As the aromas of pork, onions, paprika and sauerkraut filled the house, it seemed the perfect time to switch off the Arctic Monkeys’ newest and tune into the recently released Episode 9 of the LouisvilleBeer.com podcast, the one where Scott Shreffler of Schlafly gave us a solid Gravity Head preview, but didn’t reveal how Schlafly managed to outbid Alltech for Yum Center craft access.

Only the shadow knows … and Centerplate, of course.

There were ten very interesting minutes jam-packed into the podcast’s hour-long running time, among them a good discussion (paraphrased) about beer brewed in Louisville, to wit:

How come we never talk about Cumberland Brewery/Brews?

Indeed. Why? It’s a relevant query, and the podcast’s participants were suitably thoughtful in briefly identifying a seeming “disconnect”: The 13-year-old brewpub’s relative anonymity when it comes to participation in events and discourse.

Someone noted that Cumberland Brews seems perfectly content to fly beneath the radar, to refrain from hedonistic chest-thumping, to please its customer base, and to thrive on its own little chunk of Louisville localism. Or, to be more succinct, Cumberland Brews might well be the only Louisville Metro brewery to recall and apply the founding principles and localist ethos of the craft beer revolution.

Who’s up for a Cumberland Brews tap takeover?

(pins drop, crickets chirp)

That’s what I thought. Perhaps in Taos, New Mexico. Is that far enough away?

NABC is a founding member of New Albany First, which is our city’s independent business association (IBA). It’s like the Louisville Independent Business Alliance (LIBA), which encourages you to Keep Louisville Weird, and is dedicated to encouraging the public to support independently owned, small local businesses. IBAs accomplish this through three primary focus areas:

1. Public education about the greater overall value local independents often can provide (even when they are not the cheapest) as well as the vital economic, social and cultural role independent businesses play in the community.

2. Facilitating cooperative promotion, advertising, purchasing, sharing of skills and resources and other activities to help local businesses gain economies of scale and compete more effectively.

3. Creating a strong and uncompromised voice to speak for local independents in the local government and media while engaging citizens in guiding the future of their community through democratic action.

NABC and our craft brewing brethren sink or swim as locally oriented independents, and many of us have pledged support via New Albany First and LIBA. Happily, the approaching holiday season provides a perfect opportunity to put worthwhile principles into real-world action.
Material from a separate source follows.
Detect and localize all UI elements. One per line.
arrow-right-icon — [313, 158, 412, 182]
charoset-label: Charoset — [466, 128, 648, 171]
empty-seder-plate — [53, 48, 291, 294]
We all know that “Black Friday” (November 29) is the biggest sales day of the year for big boxes and multinational chain stores — the ones where the money promptly flees town for corporate headquarters worldwide. In response to media hype and saturation advertising, which steer so much trade to the country’s biggest, richest and largest companies on “Black Friday,” the American Independent Business Alliance (AMIBA), of which New Albany First is a member, promotes Shift Your Shopping, of which Plaid (as opposed to Black) Friday is a component.

Instead of Black Friday it’s PLAID FRIDAY! Shift Your Shopping and wear plaid as you shop on Friday to remind yourself and others to make the 10% Shift. The 10% Shift encourages you to shift 10% of your holiday purchases from non-local businesses to Local Independents (also called indies or locally owned and independent businesses). Making the shift to local independents is one way we can build sustainable economies and create jobs in our local community.

It’s simple. You’re not being asked to go cold turkey — just allocate a percentage to independent local businesses, and learn what they can do for you. New Albany First and LIBA can help locate independent businesses, and we thank you for your support.

Now more than ever: Think globally, drink locally.